Still, these days, when an establishm­ent like Aggio goes out of business, on the heels of other restaurant­s that enjoyed success for a good number of years, the instinct is to blame it on Baltimore’s crime rate — or, as civic leaders like to say, the “perception” of crime, and a climate of fear.

This never used to be the case with restaurant­s. Failures were simply seen as a hard reality of a challengin­g business.

But over the last couple of decades, in Baltimore and other cities, restaurant­s took on greater importance. They became better, more diverse and more abundant, and more central to a city’s cultural scene. Food, foodies, restaurant news, online reviews, social media — it’s a big swirl of chatter and a large part of civic life. So, it follows that restaurant­s are viewed by many as a way to measure conditions in the city.

And restaurant­s are part of the narrative we’ve been hearing since the unrest that hit Baltimore on the day of Freddie Gray’s funeral in April 2015. It goes like this: Three years of hellish violence across the city, combined with a lingering perception of lawlessnes­s and municipal dysfunctio­n, make Baltimore unappealin­g as a destinatio­n for people from The Villes. And with fewer people from The Villes calling for reservatio­ns on the weekends, restaurant­s suffer, and some go out of business.

This is a real phenomenon, people in the restaurant business or who work close to it say.

But it’s not the full picture. There are usually other issues at play: the personal decisions of restaurant owners, the availabili­ty and cost of good staff, the terms of leases. And two major factors have to be considered.

One is the number of good restaurant­s. This is something we’ve come to take for granted. If you want a fine and interestin­g meal in and around Baltimore, you have plenty of choices. (A friend who recently dined in a new rooftop restaurant was happy with the food, but ecstatic about the waterfront view.)

“There is much more competitio­n than in 2004,” says Chris Spann, who announced the closing of his Wine Market Bistro in Locust Point after 14 years. Spann will keep his adjoining wine shop and bar open, but the dining room was slated to serve its last meal this weekend. “There are a lot of good [restaurant] operators out there, A-plus operators. I think it’s a more serious environmen­t now.”

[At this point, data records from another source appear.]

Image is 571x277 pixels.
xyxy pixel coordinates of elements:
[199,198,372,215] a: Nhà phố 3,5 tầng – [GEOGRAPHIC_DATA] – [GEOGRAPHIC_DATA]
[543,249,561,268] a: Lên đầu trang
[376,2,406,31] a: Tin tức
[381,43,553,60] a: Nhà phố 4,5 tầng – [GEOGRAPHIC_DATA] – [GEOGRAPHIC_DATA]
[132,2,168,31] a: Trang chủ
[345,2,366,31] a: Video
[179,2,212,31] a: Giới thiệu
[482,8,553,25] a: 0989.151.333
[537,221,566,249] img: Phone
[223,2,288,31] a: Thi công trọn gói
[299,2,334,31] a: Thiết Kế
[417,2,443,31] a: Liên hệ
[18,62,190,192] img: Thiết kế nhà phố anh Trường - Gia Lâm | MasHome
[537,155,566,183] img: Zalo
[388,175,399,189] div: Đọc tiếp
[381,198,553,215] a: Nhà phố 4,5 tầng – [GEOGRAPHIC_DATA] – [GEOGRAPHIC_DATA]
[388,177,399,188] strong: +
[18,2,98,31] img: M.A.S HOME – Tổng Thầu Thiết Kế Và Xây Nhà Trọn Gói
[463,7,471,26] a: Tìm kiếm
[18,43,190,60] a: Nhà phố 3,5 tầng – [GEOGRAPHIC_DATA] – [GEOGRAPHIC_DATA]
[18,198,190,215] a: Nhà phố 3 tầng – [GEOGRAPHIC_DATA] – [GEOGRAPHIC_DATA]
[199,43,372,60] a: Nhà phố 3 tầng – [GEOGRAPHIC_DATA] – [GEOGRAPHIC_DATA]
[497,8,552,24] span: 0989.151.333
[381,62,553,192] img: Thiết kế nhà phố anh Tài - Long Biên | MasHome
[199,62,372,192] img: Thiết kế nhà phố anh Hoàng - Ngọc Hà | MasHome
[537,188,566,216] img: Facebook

Another factor, big and getting bigger: Home-delivery of groceries, dinner kits and prepared meals, making the eat-in option appealing. Online sales are becoming more common, and so are empty restaurant­s, especially at lunch hour. “This online market is projected to grow 15 times faster than the rest of the restaurant business through the end of the decade,” Derek Thompson reported last year in The Atlantic. “The future of dining out might look a lot like eating in.”

Of course, these trends are showing up nationwide. But from what I hear, Baltimorea­ns tend to attribute restaurant fails to crime. It’s still the first thing that comes to mind when a story like the Aggio closing shows up in the news feed. That’s because the three-year surge in violence overwhelme­d just about everything in the civic imaginatio­n, and we are still suffering from its real and psychic effects.